The vision for the campus is rooted in the life and values of Carol “Lulu” Kimmelman. A former South Los Angeles teacher and member of the 1983 USC championship tennis team, she died in 2017 after battling ovarian cancer. Her husband, Doug Kimmelman, and their four children sought a way to honor her commitment to creating opportunities for children who often go overlooked.
I want her memory to be more than a photo here or a photo there, because she was such an impactful human. To have this legacy of everyday changing children’s lives, that’s what I want my kids to be proud of.
Doug Kimmelman
Methods Moving the Project Forward
A few hundred feet from where the Welcome Center is being built, DPR’s team built an onsite prefabricated steel panel yard, a factory-style setup that turns design decisions into install-ready product. Crews build each panel from a detailed ticket, assembling the frame, installing the blocking and checking all dimensions so openings and edges match the layout.
“Prefabrication is time-consuming at the beginning. It takes planning, but once you get it going, it’s a beautiful thing,” said General Foreman Carlos Rubi. “We even designed a custom blocking piece that slides in and cuts about 70% of the labor on thousands of locations.”
That panel yard works because the project is structured for self-perform and real time decisions.
“We have a really strong team; we’re self-performing a lot of the trades. Basically, every trade we self-perform in Southern California, we have on this project,” said Project Executive Jon Holzer. “We all cohabitate in this trailer right behind us. Something comes up, communication is easy. Everybody’s together here. It gives us a lot of schedule certainty and budget control.”
Holzer said virtual design and construction (VDC) helps the team prevent clashes before steel and walls go up, coordinating miles of underground utilities, along with the foundations for lighting and fencing across the courts and site.
That same focus on schedule certainty shows up in the logistics behind the scenes: OES Equipment served as a trusted partner for access equipment, PPE, consumables and the construction supplies required to keep installation work progressing without interruptions.
The structural systems reflect choices made with the owner. The TGR Learning Lab is conventional steel with a sloped steel auditorium. The Welcome Center shifted from a two-story steel concept to a one-story structural frame to meet budget and schedule requirements, which opened the door to DPR’s self-perform panelization approach.
“You don’t see a lot of cold formed structural frame projects in Type I construction,” said Senior Superintendent Jon Fraker. “When the Welcome Center became a single-story, it made sense to move to a different system and bring in our self-perform team for the cold formed metal framing system.”
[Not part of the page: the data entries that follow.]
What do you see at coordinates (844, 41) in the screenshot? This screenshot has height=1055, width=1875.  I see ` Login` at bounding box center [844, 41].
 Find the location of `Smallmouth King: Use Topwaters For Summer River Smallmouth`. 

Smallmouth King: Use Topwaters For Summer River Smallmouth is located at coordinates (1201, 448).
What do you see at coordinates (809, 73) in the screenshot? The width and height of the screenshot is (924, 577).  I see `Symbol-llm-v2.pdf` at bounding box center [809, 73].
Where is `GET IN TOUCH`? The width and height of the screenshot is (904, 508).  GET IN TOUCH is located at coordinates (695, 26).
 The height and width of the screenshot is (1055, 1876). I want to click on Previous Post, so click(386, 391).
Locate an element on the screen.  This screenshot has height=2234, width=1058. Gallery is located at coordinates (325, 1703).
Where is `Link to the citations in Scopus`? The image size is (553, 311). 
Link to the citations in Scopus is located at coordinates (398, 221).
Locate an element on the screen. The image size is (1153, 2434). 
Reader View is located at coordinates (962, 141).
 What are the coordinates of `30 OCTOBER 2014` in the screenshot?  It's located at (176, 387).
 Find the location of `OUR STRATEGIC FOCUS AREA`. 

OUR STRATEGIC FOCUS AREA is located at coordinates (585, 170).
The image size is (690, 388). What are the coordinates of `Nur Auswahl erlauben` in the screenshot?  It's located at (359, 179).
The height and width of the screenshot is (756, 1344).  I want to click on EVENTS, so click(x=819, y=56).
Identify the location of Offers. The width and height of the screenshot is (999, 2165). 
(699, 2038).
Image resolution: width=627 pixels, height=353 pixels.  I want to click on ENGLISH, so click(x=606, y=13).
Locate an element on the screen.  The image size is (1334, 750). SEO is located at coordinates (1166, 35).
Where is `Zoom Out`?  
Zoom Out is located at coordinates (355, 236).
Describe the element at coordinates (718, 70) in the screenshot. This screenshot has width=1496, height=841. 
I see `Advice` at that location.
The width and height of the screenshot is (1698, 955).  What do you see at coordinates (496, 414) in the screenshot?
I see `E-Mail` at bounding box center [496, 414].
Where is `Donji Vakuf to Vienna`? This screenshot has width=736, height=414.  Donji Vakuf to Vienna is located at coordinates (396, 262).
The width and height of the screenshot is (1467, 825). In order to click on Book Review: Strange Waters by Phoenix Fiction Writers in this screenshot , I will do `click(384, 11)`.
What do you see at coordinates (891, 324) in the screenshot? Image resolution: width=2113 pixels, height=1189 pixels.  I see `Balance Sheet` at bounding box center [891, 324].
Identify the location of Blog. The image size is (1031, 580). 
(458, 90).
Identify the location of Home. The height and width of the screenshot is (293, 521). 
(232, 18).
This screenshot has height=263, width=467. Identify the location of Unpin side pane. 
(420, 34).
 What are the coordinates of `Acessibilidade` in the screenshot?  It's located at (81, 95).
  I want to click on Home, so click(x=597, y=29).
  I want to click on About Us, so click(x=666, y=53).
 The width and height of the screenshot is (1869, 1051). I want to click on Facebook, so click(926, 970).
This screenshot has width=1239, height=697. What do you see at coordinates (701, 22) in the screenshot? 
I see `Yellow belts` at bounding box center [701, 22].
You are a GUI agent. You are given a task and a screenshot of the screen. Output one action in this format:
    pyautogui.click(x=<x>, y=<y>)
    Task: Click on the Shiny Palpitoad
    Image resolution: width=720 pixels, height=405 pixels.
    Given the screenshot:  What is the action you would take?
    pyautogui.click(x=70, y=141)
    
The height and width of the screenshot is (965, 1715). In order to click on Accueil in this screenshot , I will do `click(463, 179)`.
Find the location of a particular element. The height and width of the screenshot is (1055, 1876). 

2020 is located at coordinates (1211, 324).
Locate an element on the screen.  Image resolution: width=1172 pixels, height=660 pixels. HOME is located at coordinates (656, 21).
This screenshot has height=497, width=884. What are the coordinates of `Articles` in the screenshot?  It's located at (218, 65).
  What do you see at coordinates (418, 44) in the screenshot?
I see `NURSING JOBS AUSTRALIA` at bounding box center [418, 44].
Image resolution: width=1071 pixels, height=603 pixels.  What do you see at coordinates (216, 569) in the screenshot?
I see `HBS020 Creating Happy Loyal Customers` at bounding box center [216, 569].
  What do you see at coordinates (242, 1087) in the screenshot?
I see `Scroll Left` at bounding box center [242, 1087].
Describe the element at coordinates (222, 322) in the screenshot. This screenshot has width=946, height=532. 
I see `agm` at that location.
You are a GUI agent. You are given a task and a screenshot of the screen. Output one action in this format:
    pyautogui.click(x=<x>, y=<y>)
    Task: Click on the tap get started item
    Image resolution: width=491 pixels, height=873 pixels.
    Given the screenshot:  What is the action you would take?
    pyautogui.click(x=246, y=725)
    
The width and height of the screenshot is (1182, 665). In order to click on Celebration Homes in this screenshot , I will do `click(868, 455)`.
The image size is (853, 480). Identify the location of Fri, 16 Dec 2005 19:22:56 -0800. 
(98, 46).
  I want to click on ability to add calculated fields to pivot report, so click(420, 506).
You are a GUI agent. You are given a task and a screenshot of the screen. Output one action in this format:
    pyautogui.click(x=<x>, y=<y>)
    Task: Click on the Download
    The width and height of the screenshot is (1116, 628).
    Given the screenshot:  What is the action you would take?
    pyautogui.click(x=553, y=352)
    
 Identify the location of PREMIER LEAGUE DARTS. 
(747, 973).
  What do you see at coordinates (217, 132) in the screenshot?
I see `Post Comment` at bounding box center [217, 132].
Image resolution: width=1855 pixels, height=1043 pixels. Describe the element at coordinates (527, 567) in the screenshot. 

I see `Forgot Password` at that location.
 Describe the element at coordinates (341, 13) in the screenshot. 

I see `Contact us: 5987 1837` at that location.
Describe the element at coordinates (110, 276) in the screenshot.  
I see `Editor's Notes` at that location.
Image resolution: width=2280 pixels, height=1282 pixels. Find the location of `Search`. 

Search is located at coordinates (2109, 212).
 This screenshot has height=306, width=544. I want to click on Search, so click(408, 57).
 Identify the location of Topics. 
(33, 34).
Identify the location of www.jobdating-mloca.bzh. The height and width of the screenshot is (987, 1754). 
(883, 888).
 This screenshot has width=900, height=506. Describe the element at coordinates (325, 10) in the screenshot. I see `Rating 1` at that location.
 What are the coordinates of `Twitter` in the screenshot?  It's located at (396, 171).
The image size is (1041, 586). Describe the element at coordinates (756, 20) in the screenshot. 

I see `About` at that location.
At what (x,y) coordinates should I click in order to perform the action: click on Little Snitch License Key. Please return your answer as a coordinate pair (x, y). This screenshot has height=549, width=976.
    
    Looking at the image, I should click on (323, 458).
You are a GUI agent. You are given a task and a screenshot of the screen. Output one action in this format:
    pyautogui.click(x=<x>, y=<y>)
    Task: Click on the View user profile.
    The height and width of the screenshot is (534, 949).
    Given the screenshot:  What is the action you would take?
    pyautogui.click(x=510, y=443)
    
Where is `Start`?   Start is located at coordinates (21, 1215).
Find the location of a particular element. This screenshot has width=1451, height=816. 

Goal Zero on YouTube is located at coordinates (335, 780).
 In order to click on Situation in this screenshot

Co‑location, SPW and the panel yard give the team immediate feedback and control, while VDC modeling aligns utilities, lighting and fencing with building work. The result is predictable progress: panels set in sequence, steel where it’s needed and site utilities complete ahead of athletic courts.
Campus Highlights
- TGR Learning Lab + 13,000‑sq‑ft Welcome Center featuring an Exhibit Hall, Pro Shop and Grab & Go
- USTA Tennis Complex with 24 tennis courts, eight multi‑use courts, and two pavilions supporting Player Development
- Athletic Training & Recreation Spaces, including a viewing platform overlooking performance courts
- Public Sports & Play Amenities: full athletic field, soccer fields, basketball courts, playground, sand volleyball and dog park with picnic overlook
How Community Shaped the Campus
The campus will include the TGR Learning Lab, as well as 24 tennis courts, a Welcome Center, soccer fields, a multipurpose field, parks and gathering spaces. Those elements came directly from five years of listening sessions with families, teachers and local organizations who helped identify what the surrounding neighborhoods needed most.
“These things take a long time, but they're worth doing,” said Karina Hamilton, Lulu’s Place board member. “We wanted this campus to reflect the spirit of Carol Kimmelman from the beginning. She was deeply committed to uplifting the community and to helping kids thrive.”
Access was a central consideration. Hamilton said that in a one-mile radius of the site, there are roughly 2,000 students, and within a five-mile radius, around 25,000. The proximity was a deciding factor when selecting the current location, as students can reach the campus by walking or biking. That simple fact, the difference between attending a program or staying home, adds weight to the project’s placement north of LAX on land that sat empty for years.
“All kids are deserving of top-quality facilities,” said Hamilton. “We felt like we could create something really special here.”
Holzer believes that clarity of purpose influenced the team’s approach to the work.
“It’s really a project of a lifetime,” Holzer said. “You rarely get to give back like this to the community.”
The impact of the project is clear from the moment new workers step onto the site.
“They get excited right away when they understand what this is all about,” Fraker said.
Months into construction, Fraker moves between the TGR Learning Lab, Welcome Center and athletic facilities, tracking progress and lining up next steps with the crews.
“It’s one of the most exciting things about this project for me, to do something that gives back to the community,” he said.
The work now continues building by building and field by field, moving the campus toward the day it can open to the communities it was designed to serve. The project is expected to be completed in 2027.
WATCH: How DPR’s on‑site prefabrication yard at Lulu’s Place turns design decisions into install‑ready wall panels.